ATIC catalyzes the final two steps in purine biosynthesis pathway with cofactor 10-fTHF to generate IMP. It has been shown that this gene was overexpressed in HCC and correlated with poorer patient prognosis (15). The authors reported that ATIC mechanically activated mTOR-S6 kinase 1 signaling. Indeed, ATIC silencing impaired HCC cell proliferation and migration (15). Recent bioinformatics studies using TCGA dataset concurred that ATIC as one of the autophagy-related genes was associated with increased cancer risks of HCC (25) and lung cancer (26). Importantly, fusion proteins of ATIC and anaplastic lymphoma kinase (ALK, a common oncogene) were frequently found in lymphoma patients (27, 28). ALK also phosphorylates ATIC at Y104 and enhances its enzymatic activity. ALK-mediated ATIC phosphorylation can rescue cancer cells from antifolate agents induced cell death (27, 29). Intriguingly, ATIC frameshift mutation and missense substitution were found in a case report who had increased sensitivity to radiation (30). Subsequent biochemical studies suggested that ATIC-involved purine biosynthesis may help DNA damage repair (30). Therefore, these results together suggested that ATIC might play an important role in carcinogenesis and cancer cell survival. Pemetrexed is an inhibitor targeting multiple purine enzymes including GART and ATIC. It repressed both ATIC-overexpressing SNU-398 cells and low-expressing HepG2 cells (Figure 8C). It suggests that HepG2 cells may possibly have other over-expressing enzymes that are sensitive to pemetrexed. Consistently, the ATIC-deficient SNU-449 cells are resistant to pemetrexed.
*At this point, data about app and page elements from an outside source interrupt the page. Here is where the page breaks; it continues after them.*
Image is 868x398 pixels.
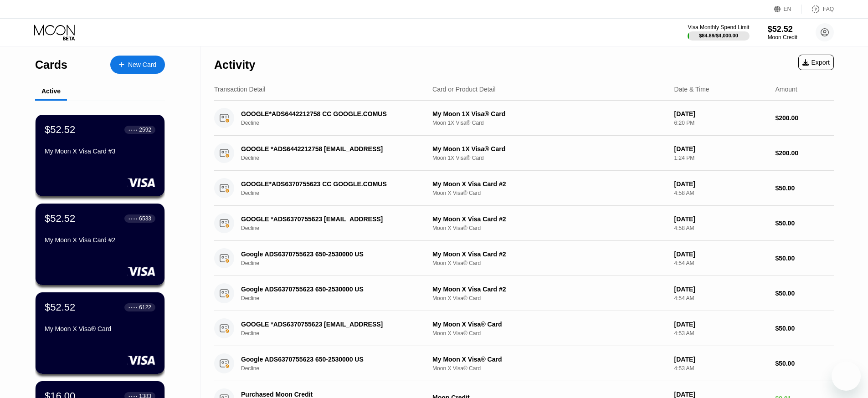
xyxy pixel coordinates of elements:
div: My Moon 1X Visa® Card [432,145,667,153]
div: Export [802,59,830,66]
div: EN [783,6,791,12]
div: GOOGLE *ADS6370755623 [EMAIL_ADDRESS] [241,216,418,223]
div: My Moon 1X Visa® Card [432,110,667,117]
div: 4:53 AM [674,330,768,337]
div: Moon X Visa® Card [432,225,667,232]
div: ● ● ● ● [128,217,137,220]
div: Export [798,54,834,70]
div: 4:54 AM [674,260,768,267]
div: My Moon X Visa Card #3 [44,147,155,155]
div: 6:20 PM [674,120,768,126]
div: $52.52● ● ● ●6122My Moon X Visa® Card [36,293,165,374]
div: GOOGLE*ADS6370755623 CC GOOGLE.COMUS [241,181,418,188]
div: ● ● ● ● [128,395,137,398]
div: GOOGLE *ADS6442212758 [EMAIL_ADDRESS]DeclineMy Moon 1X Visa® CardMoon 1X Visa® Card[DATE]1:24 PM$... [214,136,834,171]
div: $200.00 [775,114,834,121]
div: [DATE] [674,251,768,258]
div: Google ADS6370755623 650-2530000 US [241,285,418,293]
div: Google ADS6370755623 650-2530000 US [241,356,418,363]
div: $50.00 [775,290,834,297]
div: My Moon X Visa Card #2 [432,285,667,293]
div: $50.00 [775,220,834,227]
div: Decline [241,296,431,301]
div: $52.52Moon Credit [767,25,797,40]
div: $52.52● ● ● ●6533My Moon X Visa Card #2 [36,204,165,285]
div: Amount [775,86,797,93]
div: $50.00 [775,360,834,367]
div: $200.00 [775,149,834,157]
div: 2592 [139,127,151,133]
div: 6533 [139,216,151,222]
div: FAQ [822,6,834,12]
div: Moon X Visa® Card [432,260,667,267]
div: Moon X Visa® Card [432,190,667,197]
div: Decline [241,260,431,267]
div: My Moon X Visa Card #2 [432,216,667,223]
div: Moon Credit [767,34,797,40]
div: Google ADS6370755623 650-2530000 USDeclineMy Moon X Visa® CardMoon X Visa® Card[DATE]4:53 AM$50.00 [214,346,834,381]
div: [DATE] [674,181,768,188]
div: 4:54 AM [674,296,768,301]
div: Transaction Detail [214,86,265,93]
div: [DATE] [674,321,768,328]
div: 4:53 AM [674,365,768,372]
div: EN [774,5,802,14]
div: $52.52 [44,301,75,313]
div: My Moon X Visa® Card [432,356,667,363]
div: [DATE] [674,356,768,363]
div: [DATE] [674,145,768,153]
div: Active [41,88,60,95]
div: FAQ [802,5,834,14]
div: [DATE] [674,391,768,398]
div: [DATE] [674,110,768,117]
div: Purchased Moon Credit [241,391,418,398]
div: My Moon X Visa® Card [44,325,155,333]
div: Google ADS6370755623 650-2530000 US [241,251,418,258]
div: Moon X Visa® Card [432,296,667,301]
div: GOOGLE *ADS6442212758 [EMAIL_ADDRESS] [241,145,418,153]
div: [DATE] [674,285,768,293]
div: Moon 1X Visa® Card [432,155,667,161]
div: GOOGLE*ADS6442212758 CC GOOGLE.COMUS [241,110,418,117]
div: Decline [241,190,431,197]
iframe: Button to launch messaging window, conversation in progress [831,362,860,391]
div: Moon X Visa® Card [432,330,667,337]
div: 1:24 PM [674,155,768,161]
div: Decline [241,225,431,232]
div: GOOGLE *ADS6370755623 [EMAIL_ADDRESS] [241,321,418,328]
div: New Card [128,61,156,69]
div: $52.52 [767,25,797,34]
div: 6122 [139,304,151,311]
div: My Moon X Visa Card #2 [432,251,667,258]
div: $52.52● ● ● ●2592My Moon X Visa Card #3 [36,115,165,197]
div: Cards [35,58,67,72]
div: GOOGLE *ADS6370755623 [EMAIL_ADDRESS]DeclineMy Moon X Visa Card #2Moon X Visa® Card[DATE]4:58 AM$... [214,206,834,241]
div: GOOGLE *ADS6370755623 [EMAIL_ADDRESS]DeclineMy Moon X Visa® CardMoon X Visa® Card[DATE]4:53 AM$50.00 [214,311,834,346]
div: Visa Monthly Spend Limit$84.89/$4,000.00 [687,24,749,40]
div: My Moon X Visa Card #2 [432,181,667,188]
div: Moon X Visa® Card [432,365,667,372]
div: 4:58 AM [674,225,768,232]
div: $52.52 [44,213,75,224]
div: Card or Product Detail [432,86,496,93]
div: Date & Time [674,86,709,93]
div: Decline [241,120,431,126]
div: GOOGLE*ADS6370755623 CC GOOGLE.COMUSDeclineMy Moon X Visa Card #2Moon X Visa® Card[DATE]4:58 AM$5... [214,171,834,206]
div: [DATE] [674,216,768,223]
div: GOOGLE*ADS6442212758 CC GOOGLE.COMUSDeclineMy Moon 1X Visa® CardMoon 1X Visa® Card[DATE]6:20 PM$2... [214,101,834,136]
div: Decline [241,155,431,161]
div: Google ADS6370755623 650-2530000 USDeclineMy Moon X Visa Card #2Moon X Visa® Card[DATE]4:54 AM$50.00 [214,241,834,276]
div: ● ● ● ● [128,306,137,309]
div: $84.89 / $4,000.00 [699,33,738,38]
div: ● ● ● ● [128,129,137,131]
div: $52.52 [44,124,75,136]
div: $50.00 [775,325,834,332]
div: Decline [241,330,431,337]
div: $50.00 [775,185,834,192]
div: Decline [241,365,431,372]
div: $50.00 [775,255,834,262]
div: 4:58 AM [674,190,768,197]
div: Moon 1X Visa® Card [432,120,667,126]
div: My Moon X Visa Card #2 [44,236,155,244]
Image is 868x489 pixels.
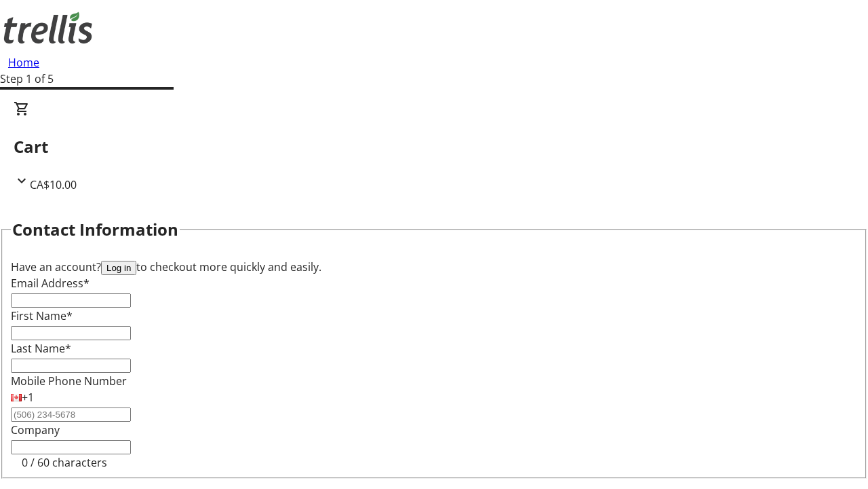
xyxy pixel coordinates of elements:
h2: Contact Information [12,217,178,241]
label: Last Name* [11,341,71,356]
h2: Cart [14,135,854,159]
div: CartCA$10.00 [14,101,854,193]
label: Email Address* [11,276,90,291]
input: (506) 234-5678 [11,407,131,421]
label: Mobile Phone Number [11,373,127,388]
div: Have an account? to checkout more quickly and easily. [11,259,857,275]
button: Log in [101,261,136,275]
label: Company [11,422,59,437]
tr-character-limit: 0 / 60 characters [22,455,107,470]
span: CA$10.00 [30,177,77,192]
label: First Name* [11,308,72,323]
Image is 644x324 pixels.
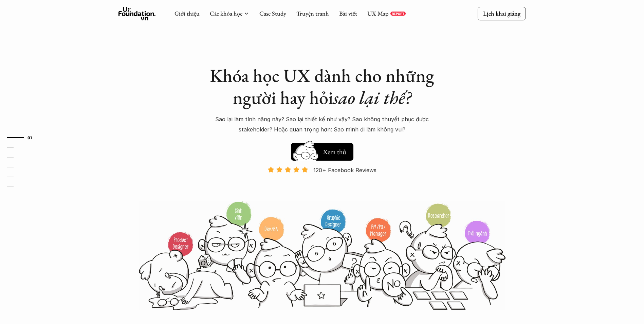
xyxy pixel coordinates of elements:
[314,165,376,175] p: 120+ Facebook Reviews
[333,85,411,109] em: sao lại thế?
[7,133,39,141] a: 01
[483,10,520,18] p: Lịch khai giảng
[339,10,357,18] a: Bài viết
[392,12,404,15] p: REPORT
[174,10,199,18] a: Giới thiệu
[259,10,286,18] a: Case Study
[210,10,242,18] a: Các khóa học
[297,10,329,18] a: Truyện tranh
[478,7,526,20] a: Lịch khai giảng
[390,12,406,15] a: REPORT
[322,147,346,157] h5: Xem thử
[367,10,389,18] a: UX Map
[27,135,32,140] strong: 01
[291,140,353,161] a: Xem thử
[261,166,383,200] a: 120+ Facebook Reviews
[203,65,441,109] h1: Khóa học UX dành cho những người hay hỏi
[203,114,441,135] p: Sao lại làm tính năng này? Sao lại thiết kế như vậy? Sao không thuyết phục được stakeholder? Hoặc...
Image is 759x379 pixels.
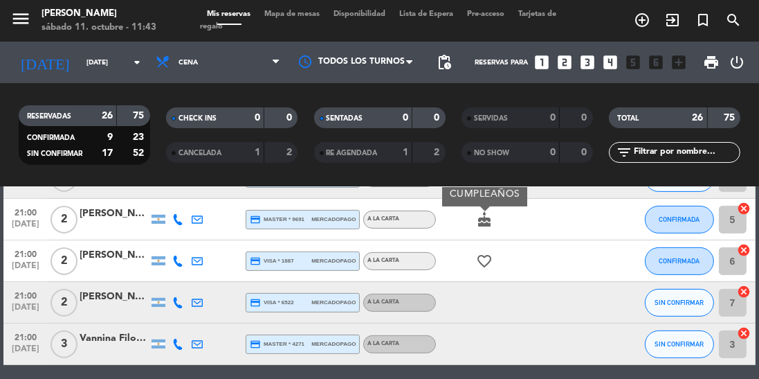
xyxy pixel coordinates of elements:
div: [PERSON_NAME] [42,7,156,21]
span: A LA CARTA [368,216,399,222]
i: cancel [738,201,752,215]
span: mercadopago [312,339,356,348]
strong: 0 [582,113,590,123]
span: CHECK INS [179,115,217,122]
span: [DATE] [8,261,43,277]
i: cancel [738,285,752,298]
span: mercadopago [312,298,356,307]
div: [PERSON_NAME] D'eboli [80,289,149,305]
span: SIN CONFIRMAR [655,340,704,348]
span: SIN CONFIRMAR [27,150,82,157]
span: NO SHOW [474,150,510,156]
input: Filtrar por nombre... [633,145,740,160]
strong: 0 [550,113,556,123]
span: mercadopago [312,256,356,265]
i: looks_two [556,53,574,71]
span: 2 [51,206,78,233]
span: A LA CARTA [368,299,399,305]
strong: 0 [403,113,408,123]
span: Mapa de mesas [258,10,327,18]
i: search [726,12,742,28]
span: RE AGENDADA [327,150,378,156]
strong: 1 [403,147,408,157]
i: exit_to_app [665,12,681,28]
span: 2 [51,289,78,316]
span: CONFIRMADA [27,134,75,141]
div: CUMPLEAÑOS [442,182,528,206]
span: Pre-acceso [460,10,512,18]
span: master * 9691 [250,214,305,225]
span: Reservas para [475,59,528,66]
span: TOTAL [618,115,639,122]
div: sábado 11. octubre - 11:43 [42,21,156,35]
i: [DATE] [10,48,80,77]
strong: 26 [102,111,113,120]
span: SERVIDAS [474,115,508,122]
span: [DATE] [8,303,43,318]
span: 3 [51,330,78,358]
span: 21:00 [8,287,43,303]
strong: 1 [255,147,260,157]
i: add_box [670,53,688,71]
div: [PERSON_NAME] [80,206,149,222]
div: [PERSON_NAME] [80,247,149,263]
span: CONFIRMADA [659,215,700,223]
button: SIN CONFIRMAR [645,330,714,358]
span: Disponibilidad [327,10,393,18]
i: cancel [738,326,752,340]
i: arrow_drop_down [129,54,145,71]
span: [DATE] [8,219,43,235]
i: turned_in_not [695,12,712,28]
i: power_settings_new [729,54,746,71]
span: print [703,54,720,71]
span: A LA CARTA [368,341,399,346]
strong: 0 [434,113,442,123]
span: Mis reservas [200,10,258,18]
button: CONFIRMADA [645,247,714,275]
span: visa * 6522 [250,297,294,308]
i: favorite_border [476,253,493,269]
span: master * 4271 [250,339,305,350]
i: menu [10,8,31,29]
i: credit_card [250,339,261,350]
span: pending_actions [436,54,453,71]
button: SIN CONFIRMAR [645,289,714,316]
strong: 9 [107,132,113,142]
span: SIN CONFIRMAR [655,298,704,306]
span: CANCELADA [179,150,222,156]
i: credit_card [250,297,261,308]
i: looks_4 [602,53,620,71]
strong: 52 [133,148,147,158]
strong: 0 [550,147,556,157]
span: 21:00 [8,328,43,344]
strong: 2 [287,147,295,157]
span: SENTADAS [327,115,363,122]
strong: 23 [133,132,147,142]
strong: 0 [255,113,260,123]
span: A LA CARTA [368,258,399,263]
span: visa * 1887 [250,255,294,267]
span: RESERVADAS [27,113,71,120]
i: credit_card [250,255,261,267]
strong: 75 [133,111,147,120]
strong: 17 [102,148,113,158]
span: Lista de Espera [393,10,460,18]
div: LOG OUT [726,42,749,83]
span: mercadopago [312,215,356,224]
i: cancel [738,243,752,257]
i: credit_card [250,214,261,225]
strong: 0 [582,147,590,157]
strong: 75 [724,113,738,123]
i: looks_one [533,53,551,71]
i: add_circle_outline [634,12,651,28]
i: looks_5 [624,53,642,71]
button: CONFIRMADA [645,206,714,233]
span: 2 [51,247,78,275]
strong: 2 [434,147,442,157]
strong: 26 [693,113,704,123]
i: filter_list [616,144,633,161]
span: [DATE] [8,344,43,360]
span: Cena [179,59,198,66]
div: Vannina Filormo [80,330,149,346]
span: 21:00 [8,204,43,219]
IMPDH1 catalyzes the synthesis of xanthine monophosphate (XMP) from IMP, which is a rate-limiting step to synthesize guanine nucleotides. Inhibitors of IMPDH1 e.g. MPA and others are currently applied clinically in the treatment of autoimmune diseases and prevention of organ transplant rejection (31, 32). IMPDH1 upregulation has been reported in many types of cancer including glioblastoma (33), colorectal cancer (34), small cell lung cancers (35), and clear cell renal cell carcinoma (36). High IMPDH1 expression was correlated with poorer patient survival in clear cell renal cell carcinoma (36). It was recently reported that IMPDH1 cooperated with metastasis-related protein Y-box binding protein 1 (YB-1) and thus promoted tumor metastasis (36). More importantly, our in vitro cellular study confirmed that low doses of mycophencolate mofetil were efficient to inhibit all three tested HCC cells but spare the normal L02 hepatocytes cells (Figure 8D). This finding warrants further preclinical studies to explore the potential application of mycophencolate mofetil in HCC treatment.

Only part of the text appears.